Martin Luther King and Transracial Adoption

Were it not for Martin Luther King, perhaps I would never be the parent of my 4 beloved children.

Dr. King died in 1968. He transformed the way we see people and race, he changed deeply entrenched racist laws, and he did so in a volatile time with dignity, peace, integrity, and astonishing strength.

I can’t say that these other events directly correlate to Dr. King’s work, but I think there is a context for them. Some 10 years before his death, international, transracial adoption began from Korea. About a year before he died, in 1967, the Loving v. Virginia decision by the Supreme Court struck down laws forbidding interracial marriage. Four years after his death, the National Association of Black Social Workers called transracial adoption of black children by white parents “cultural genocide,” expressing concern that some 50,000 black children had been adopted into white families between 1968 and 1972, with inadequate awareness of the realities of racism, identity, and discrimination. Before 1978, 10 years after Dr. King died, “it is estimated that in some (US) states, between 25 and 35% of Native American children were taken from their families, and 90% were placed in white homes. (Read more about the last 2 points here, from PBS information related to the documentary “First Person Plural.”)

Here we are almost 5 decades since Dr. King died, and still so much work remains to be done.

In just this last week, transracial adoption has burned up the Internet, via the MSNBC Melissa Harris-Perry segment on Mitt Romney’s transracially adopted grandchild, via the NPR Sunday Morning Edition show that chose a white adoptive parent over a transracial adoptee, and via a “48 Hours” show on international adoption (the focus was adoption trafficking; children from the Congo and Guatemala being adopted by white parents were featured.)

My children–two US-born sons with one black and one white original parent (though not biological brothers), and twin daughters born to Ethiopian parents–were all born in the late 1980’s, about 20 years after Dr. King was killed. In the early years of raising them, as a white adoptive parent, I thought a great deal about transracial adoption issues, about racism, about identity.

Since then, I have learned so much about how little I knew then, and how much I need to keep learning.

Through raising them, through listening to their stories and experiences, through my heart aching over ugly racist episodes directed against them, through taking a hair braiding class at a community college, through laughing over what “we” or “they” do, through loving my children with all my heart and knowing that my raising them has both diminished and enriched their understanding of identity and culture: all this is part and parcel of the legacy of Dr. King.

I know there are lots of people who are weary of hearing the experience of transracial adoption through the voice of the adoptive parents. Point extremely well taken. At the same time, it’s my white privilege, now, in 2014, 46 years after Dr. King’s death, that allows my voice to be heard in some quarters where another voice would be (and is) discounted, even as we share the same message.  It’s the tender balance of getting the microphone so I can hand it to others: to transracial adoptees.

Angela Tucker writes beautifully about it: “This discussion is about how the mainstream media chooses to portray transracial adoption. This discussion is about adult adoptees. Please stop speaking for us and assuming that your speculations are our realities. This discussion is about coming to terms with the fact that adoption ethics, practice and policies will not change until the public is willing to hear out more than just the adoptive parents’ perspective or their hopes and biased desires for our lives.” Read her whole, powerful post here.

Here is another adoptee voice of insight, wrapped up in a tweet:

Nicole Callahan 수정 ‏January 12, 2014
Always handing the microphone to adoptive parents means that those most privileged in adoption direct the narrative.

Follow Nicole on Twitter by clicking here.

One more excellent example, by Matthew Salesses: “The adoptee voice matters because the adoptee says so.” Read his entire, wise essay here.

A fellow adoptive parent also wrote brilliantly: “Oh, media and adoptive parents, will we ever get adoption reporting right?” Read Margie Perscheid’s post here.

My final point today moves from race to civil rights (it’s all intertwined, I realize). Dr. King changed our lives, our planet, by speaking out for civil rights for all people. How is that we in the United States continue to deny adult adoptees access to their original birth certificates? There is no other group denied access to this basic, human right: knowing who we are. It is shameful, and an outrage.

You can read more about OBC legislation from American Adoption Congress, from the Adoptee Rights Coalition, and from my posts, including this one.

In gratitude for the life, voice, and courage of Martin Luther King.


▶ WORK TASK: Retype the listing found below exactly, but leave out each picture.
Segment Start: MATERIALS PROVIDED
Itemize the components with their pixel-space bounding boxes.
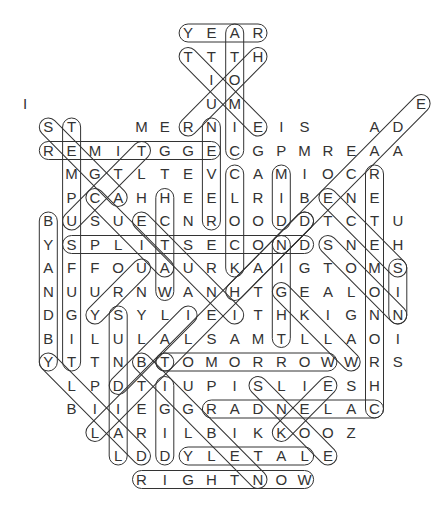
grid-letter[interactable]: E <box>155 117 175 137</box>
grid-letter[interactable]: O <box>225 352 245 372</box>
grid-letter[interactable]: E <box>318 446 338 466</box>
grid-letter[interactable]: N <box>388 305 408 325</box>
grid-letter[interactable]: U <box>62 211 82 231</box>
grid-letter[interactable]: O <box>318 423 338 443</box>
grid-letter[interactable]: H <box>155 188 175 208</box>
grid-letter[interactable]: H <box>225 282 245 302</box>
grid-letter[interactable]: P <box>85 235 105 255</box>
grid-letter[interactable]: I <box>15 94 35 114</box>
grid-letter[interactable]: L <box>178 329 198 349</box>
grid-letter[interactable]: A <box>155 258 175 278</box>
grid-letter[interactable]: O <box>248 235 268 255</box>
grid-letter[interactable]: O <box>271 470 291 490</box>
grid-letter[interactable]: E <box>201 141 221 161</box>
grid-letter[interactable]: R <box>248 352 268 372</box>
grid-letter[interactable]: W <box>318 352 338 372</box>
grid-letter[interactable]: S <box>62 235 82 255</box>
grid-letter[interactable]: S <box>341 376 361 396</box>
grid-letter[interactable]: O <box>248 211 268 231</box>
grid-letter[interactable]: E <box>201 235 221 255</box>
grid-letter[interactable]: L <box>108 446 128 466</box>
grid-letter[interactable]: N <box>365 305 385 325</box>
grid-letter[interactable]: D <box>295 211 315 231</box>
grid-letter[interactable]: G <box>62 305 82 325</box>
grid-letter[interactable]: Y <box>38 352 58 372</box>
grid-letter[interactable]: R <box>201 399 221 419</box>
grid-letter[interactable]: A <box>271 446 291 466</box>
grid-letter[interactable]: R <box>132 470 152 490</box>
grid-letter[interactable]: E <box>365 235 385 255</box>
grid-letter[interactable]: R <box>365 164 385 184</box>
grid-letter[interactable]: G <box>178 470 198 490</box>
grid-letter[interactable]: D <box>388 117 408 137</box>
grid-letter[interactable]: N <box>271 399 291 419</box>
grid-letter[interactable]: B <box>38 329 58 349</box>
grid-letter[interactable]: E <box>295 282 315 302</box>
grid-letter[interactable]: T <box>155 235 175 255</box>
grid-letter[interactable]: E <box>365 188 385 208</box>
grid-letter[interactable]: I <box>271 258 291 278</box>
grid-letter[interactable]: M <box>248 329 268 349</box>
grid-letter[interactable]: L <box>201 446 221 466</box>
grid-letter[interactable]: A <box>108 188 128 208</box>
grid-letter[interactable]: L <box>85 423 105 443</box>
grid-letter[interactable]: D <box>38 305 58 325</box>
grid-letter[interactable]: V <box>201 164 221 184</box>
grid-letter[interactable]: T <box>248 305 268 325</box>
grid-letter[interactable]: A <box>155 329 175 349</box>
grid-letter[interactable]: B <box>62 399 82 419</box>
grid-letter[interactable]: U <box>108 211 128 231</box>
grid-letter[interactable]: E <box>318 188 338 208</box>
grid-letter[interactable]: I <box>271 117 291 137</box>
grid-letter[interactable]: R <box>38 141 58 161</box>
grid-letter[interactable]: R <box>318 141 338 161</box>
grid-letter[interactable]: O <box>225 70 245 90</box>
grid-letter[interactable]: D <box>132 446 152 466</box>
grid-letter[interactable]: T <box>62 352 82 372</box>
grid-letter[interactable]: E <box>62 141 82 161</box>
grid-letter[interactable]: A <box>225 329 245 349</box>
grid-letter[interactable]: O <box>225 211 245 231</box>
grid-letter[interactable]: T <box>318 211 338 231</box>
grid-letter[interactable]: T <box>108 164 128 184</box>
grid-letter[interactable]: Y <box>132 305 152 325</box>
grid-letter[interactable]: U <box>62 282 82 302</box>
grid-letter[interactable]: S <box>178 235 198 255</box>
grid-letter[interactable]: I <box>225 117 245 137</box>
grid-letter[interactable]: O <box>318 164 338 184</box>
grid-letter[interactable]: A <box>365 117 385 137</box>
grid-letter[interactable]: P <box>85 376 105 396</box>
grid-letter[interactable]: N <box>38 282 58 302</box>
grid-letter[interactable]: A <box>248 164 268 184</box>
grid-letter[interactable]: O <box>341 258 361 278</box>
grid-letter[interactable]: F <box>62 258 82 278</box>
grid-letter[interactable]: B <box>132 352 152 372</box>
grid-letter[interactable]: T <box>155 164 175 184</box>
grid-letter[interactable]: I <box>318 305 338 325</box>
grid-letter[interactable]: S <box>85 211 105 231</box>
grid-letter[interactable]: N <box>341 188 361 208</box>
grid-letter[interactable]: U <box>388 211 408 231</box>
grid-letter[interactable]: R <box>248 23 268 43</box>
grid-letter[interactable]: E <box>341 141 361 161</box>
grid-letter[interactable]: T <box>271 329 291 349</box>
grid-letter[interactable]: T <box>178 47 198 67</box>
grid-letter[interactable]: Y <box>85 305 105 325</box>
grid-letter[interactable]: I <box>108 399 128 419</box>
grid-letter[interactable]: L <box>295 446 315 466</box>
grid-letter[interactable]: H <box>132 188 152 208</box>
grid-letter[interactable]: R <box>201 258 221 278</box>
grid-letter[interactable]: A <box>225 399 245 419</box>
grid-letter[interactable]: D <box>248 399 268 419</box>
grid-letter[interactable]: G <box>295 258 315 278</box>
grid-letter[interactable]: C <box>155 211 175 231</box>
grid-letter[interactable]: E <box>201 23 221 43</box>
grid-letter[interactable]: S <box>108 305 128 325</box>
grid-letter[interactable]: P <box>62 188 82 208</box>
grid-letter[interactable]: I <box>108 141 128 161</box>
grid-letter[interactable]: I <box>201 70 221 90</box>
grid-letter[interactable]: Y <box>178 23 198 43</box>
grid-letter[interactable]: A <box>341 399 361 419</box>
grid-letter[interactable]: O <box>365 282 385 302</box>
grid-letter[interactable]: U <box>85 282 105 302</box>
Segment End: MATERIALS PROVIDED
▶ THE COMPLETED TASK:
Itemize the components with their pixel-space bounding boxes.
grid-letter[interactable]: E <box>155 117 175 137</box>
grid-letter[interactable]: O <box>225 352 245 372</box>
grid-letter[interactable]: E <box>318 446 338 466</box>
grid-letter[interactable]: N <box>388 305 408 325</box>
grid-letter[interactable]: U <box>62 211 82 231</box>
grid-letter[interactable]: O <box>318 423 338 443</box>
grid-letter[interactable]: H <box>155 188 175 208</box>
grid-letter[interactable]: H <box>225 282 245 302</box>
grid-letter[interactable]: P <box>85 235 105 255</box>
grid-letter[interactable]: I <box>15 94 35 114</box>
grid-letter[interactable]: L <box>178 329 198 349</box>
grid-letter[interactable]: A <box>155 258 175 278</box>
grid-letter[interactable]: O <box>248 235 268 255</box>
grid-letter[interactable]: O <box>271 470 291 490</box>
grid-letter[interactable]: E <box>201 141 221 161</box>
grid-letter[interactable]: R <box>248 352 268 372</box>
grid-letter[interactable]: W <box>318 352 338 372</box>
grid-letter[interactable]: S <box>62 235 82 255</box>
grid-letter[interactable]: S <box>341 376 361 396</box>
grid-letter[interactable]: O <box>248 211 268 231</box>
grid-letter[interactable]: E <box>201 235 221 255</box>
grid-letter[interactable]: L <box>108 446 128 466</box>
grid-letter[interactable]: N <box>365 305 385 325</box>
grid-letter[interactable]: D <box>295 211 315 231</box>
grid-letter[interactable]: G <box>62 305 82 325</box>
grid-letter[interactable]: Y <box>38 352 58 372</box>
grid-letter[interactable]: R <box>201 399 221 419</box>
grid-letter[interactable]: A <box>271 446 291 466</box>
grid-letter[interactable]: R <box>132 470 152 490</box>
grid-letter[interactable]: E <box>365 235 385 255</box>
grid-letter[interactable]: R <box>365 164 385 184</box>
grid-letter[interactable]: G <box>178 470 198 490</box>
grid-letter[interactable]: D <box>388 117 408 137</box>
grid-letter[interactable]: N <box>271 399 291 419</box>
grid-letter[interactable]: B <box>38 329 58 349</box>
grid-letter[interactable]: E <box>295 282 315 302</box>
grid-letter[interactable]: T <box>155 235 175 255</box>
grid-letter[interactable]: E <box>365 188 385 208</box>
grid-letter[interactable]: I <box>271 258 291 278</box>
grid-letter[interactable]: M <box>248 329 268 349</box>
grid-letter[interactable]: L <box>201 446 221 466</box>
grid-letter[interactable]: A <box>108 188 128 208</box>
grid-letter[interactable]: L <box>85 423 105 443</box>
grid-letter[interactable]: D <box>38 305 58 325</box>
grid-letter[interactable]: V <box>201 164 221 184</box>
grid-letter[interactable]: T <box>248 305 268 325</box>
grid-letter[interactable]: A <box>155 329 175 349</box>
grid-letter[interactable]: B <box>62 399 82 419</box>
grid-letter[interactable]: U <box>108 211 128 231</box>
grid-letter[interactable]: E <box>318 188 338 208</box>
grid-letter[interactable]: I <box>271 117 291 137</box>
grid-letter[interactable]: R <box>38 141 58 161</box>
grid-letter[interactable]: R <box>318 141 338 161</box>
grid-letter[interactable]: O <box>225 70 245 90</box>
grid-letter[interactable]: D <box>132 446 152 466</box>
grid-letter[interactable]: T <box>62 352 82 372</box>
grid-letter[interactable]: E <box>62 141 82 161</box>
grid-letter[interactable]: A <box>225 329 245 349</box>
grid-letter[interactable]: O <box>225 211 245 231</box>
grid-letter[interactable]: T <box>318 211 338 231</box>
grid-letter[interactable]: T <box>108 164 128 184</box>
grid-letter[interactable]: Y <box>132 305 152 325</box>
grid-letter[interactable]: U <box>62 282 82 302</box>
grid-letter[interactable]: S <box>178 235 198 255</box>
grid-letter[interactable]: I <box>225 117 245 137</box>
grid-letter[interactable]: O <box>318 164 338 184</box>
grid-letter[interactable]: A <box>365 117 385 137</box>
grid-letter[interactable]: P <box>85 376 105 396</box>
grid-letter[interactable]: N <box>38 282 58 302</box>
grid-letter[interactable]: A <box>248 164 268 184</box>
grid-letter[interactable]: O <box>341 258 361 278</box>
grid-letter[interactable]: F <box>62 258 82 278</box>
grid-letter[interactable]: B <box>132 352 152 372</box>
grid-letter[interactable]: T <box>155 164 175 184</box>
grid-letter[interactable]: I <box>318 305 338 325</box>
grid-letter[interactable]: S <box>85 211 105 231</box>
grid-letter[interactable]: N <box>341 188 361 208</box>
grid-letter[interactable]: U <box>388 211 408 231</box>
grid-letter[interactable]: R <box>248 23 268 43</box>
grid-letter[interactable]: E <box>341 141 361 161</box>
grid-letter[interactable]: T <box>271 329 291 349</box>
grid-letter[interactable]: T <box>178 47 198 67</box>
grid-letter[interactable]: Y <box>85 305 105 325</box>
grid-letter[interactable]: I <box>108 399 128 419</box>
grid-letter[interactable]: L <box>295 446 315 466</box>
grid-letter[interactable]: H <box>132 188 152 208</box>
grid-letter[interactable]: R <box>201 258 221 278</box>
grid-letter[interactable]: A <box>225 399 245 419</box>
grid-letter[interactable]: D <box>248 399 268 419</box>
grid-letter[interactable]: G <box>295 258 315 278</box>
grid-letter[interactable]: C <box>155 211 175 231</box>
grid-letter[interactable]: E <box>201 23 221 43</box>
grid-letter[interactable]: S <box>108 305 128 325</box>
grid-letter[interactable]: P <box>62 188 82 208</box>
grid-letter[interactable]: I <box>108 141 128 161</box>
grid-letter[interactable]: I <box>201 70 221 90</box>
grid-letter[interactable]: Y <box>178 23 198 43</box>
grid-letter[interactable]: A <box>341 399 361 419</box>
grid-letter[interactable]: O <box>365 282 385 302</box>
grid-letter[interactable]: U <box>85 282 105 302</box>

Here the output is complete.